The Neighborhood Story Project is a nonprofit organization in partnership with the University of New Orleans.
 

ABOUT THE BOOK

Nine Times 10th Anniversary Parade & Poster Project

One Book, One New Orleans

8th Annual Second Line Parade, November 2006

Coming Out the Door Book Release

Nine Times Members read from Coming Out the Door on NPR’s All Things Considered

Nine Times and the NSP on WWOZ Beat on the Street

 
NINE TIMES SOCIAL AND PLEASURE CLUB'S COMING OUT THE DOOR FOR THE NINTH WARD

This book, like the Neighborhood Story Project itself, has many beginnings.

THE FIRST BEGINNING

The first beginning was four weeks before the storm. Rachel and I were standing in front of Waukesha Jackson's home on N. Miro Street, in the Upper Ninth Ward. We were celebrating—with the entire block—the release of her book, Where Would the World Be Without Women, Stories From the Ninth Ward.

We felt blessed—the first five Neighborhood Story Project books had come out; Waukesha and her mother, Pam, had reunited; and their community had showed support in helping Waukesha document the story of the neighborhood. Her neighbor, Ms. Evella Pierre, was helping throw the party, and the Nine Times Social and Pleasure Club had decided to surprise the party with a second line to thank Waukesha for writing about them in her book. Members dressed up in their beautiful suits and hired the brass band.

Waukesha, Rachel, and the rest of the block danced, but I was too stunned by the beauty, and too overwhelmed to see the best block party of my life celebrating this book. When the second-line was over, and the DJ had begun, Troy Materre, one of the members of Nine Times, leaned over and told us, "It's got us wanting to do our own book." It sounded like a good idea, but we were breaking for the summer and had to think about starting the writing program up again at John McDonogh Senior High for the fall.

BEGINNING AGAIN

After the levee failure, John McDonogh didn’t reopen for the school year. Rachel was working with Helen Regis and members of Nine Times on an article for American Anthropologist. The guys were excited about the article, but also wanted to do a book of their own. Rachel and I talked about it, and decided it was going to be the Neighborhood Story Project's main project for the year.

We started having writing workshops on Monday nights. Beginning with writing about boyhoods in Desire. Beginning again with teenage years at Carver. For ten months, club members wrote down the moments that went into starting the Nine Times. Then they began the interviews, catching people as they came back to town and started rebuilding. Corey Woods interviewing Adolph Bynum as he started cleaning out his Gentilly house. Troy getting his mother to write a piece for the book just before she passed. Jean Nelson arranging an interview with To Be Continued Brass Band while they played for tips on Bourbon Street. Michael Simmons interviewing his mother about growing up in the Ninth Ward. Gerald Platenburg interviewing Linda Porter from the Lady Buck Jumpers.

On November 17, 2006, we celebrated the book release. And then, after writing a book to span the distances, Nine Times brought us together with their first parade back in the Ninth Ward since the storm. With the theme "Rebuilding from the Ground Up," we retraced the map of places and relationships documented in the book.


> **Exercise aim**: Return all the data verbatim but without images.

> **Dataset rows describing interfaces**:
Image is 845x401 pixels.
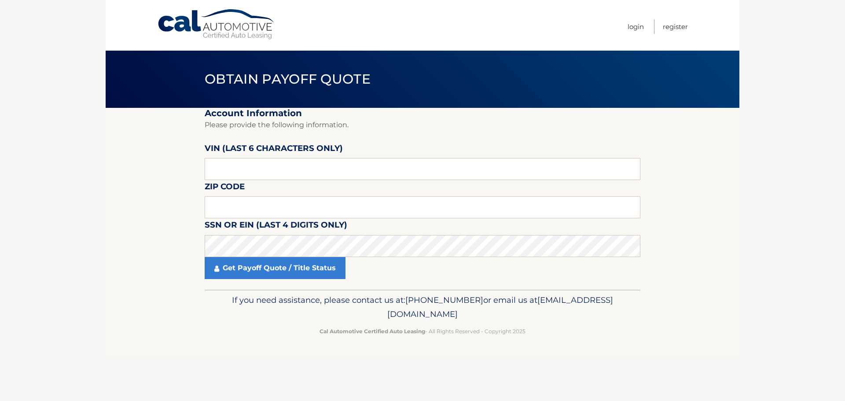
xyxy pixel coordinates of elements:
a: Get Payoff Quote / Title Status [205,257,346,279]
p: Please provide the following information. [205,119,640,131]
p: - All Rights Reserved - Copyright 2025 [210,327,635,336]
h2: Account Information [205,108,640,119]
p: If you need assistance, please contact us at: or email us at [210,293,635,321]
a: Register [663,19,688,34]
span: Obtain Payoff Quote [205,71,371,87]
strong: Cal Automotive Certified Auto Leasing [320,328,425,335]
a: Login [628,19,644,34]
a: Cal Automotive [157,9,276,40]
label: Zip Code [205,180,245,196]
label: SSN or EIN (last 4 digits only) [205,218,347,235]
span: [PHONE_NUMBER] [405,295,483,305]
label: VIN (last 6 characters only) [205,142,343,158]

> **The answer**:
Image is 845x401 pixels.
xyxy pixel coordinates of elements:
a: Get Payoff Quote / Title Status [205,257,346,279]
p: Please provide the following information. [205,119,640,131]
p: - All Rights Reserved - Copyright 2025 [210,327,635,336]
h2: Account Information [205,108,640,119]
p: If you need assistance, please contact us at: or email us at [210,293,635,321]
a: Register [663,19,688,34]
span: Obtain Payoff Quote [205,71,371,87]
strong: Cal Automotive Certified Auto Leasing [320,328,425,335]
a: Login [628,19,644,34]
a: Cal Automotive [157,9,276,40]
label: Zip Code [205,180,245,196]
label: SSN or EIN (last 4 digits only) [205,218,347,235]
span: [PHONE_NUMBER] [405,295,483,305]
label: VIN (last 6 characters only) [205,142,343,158]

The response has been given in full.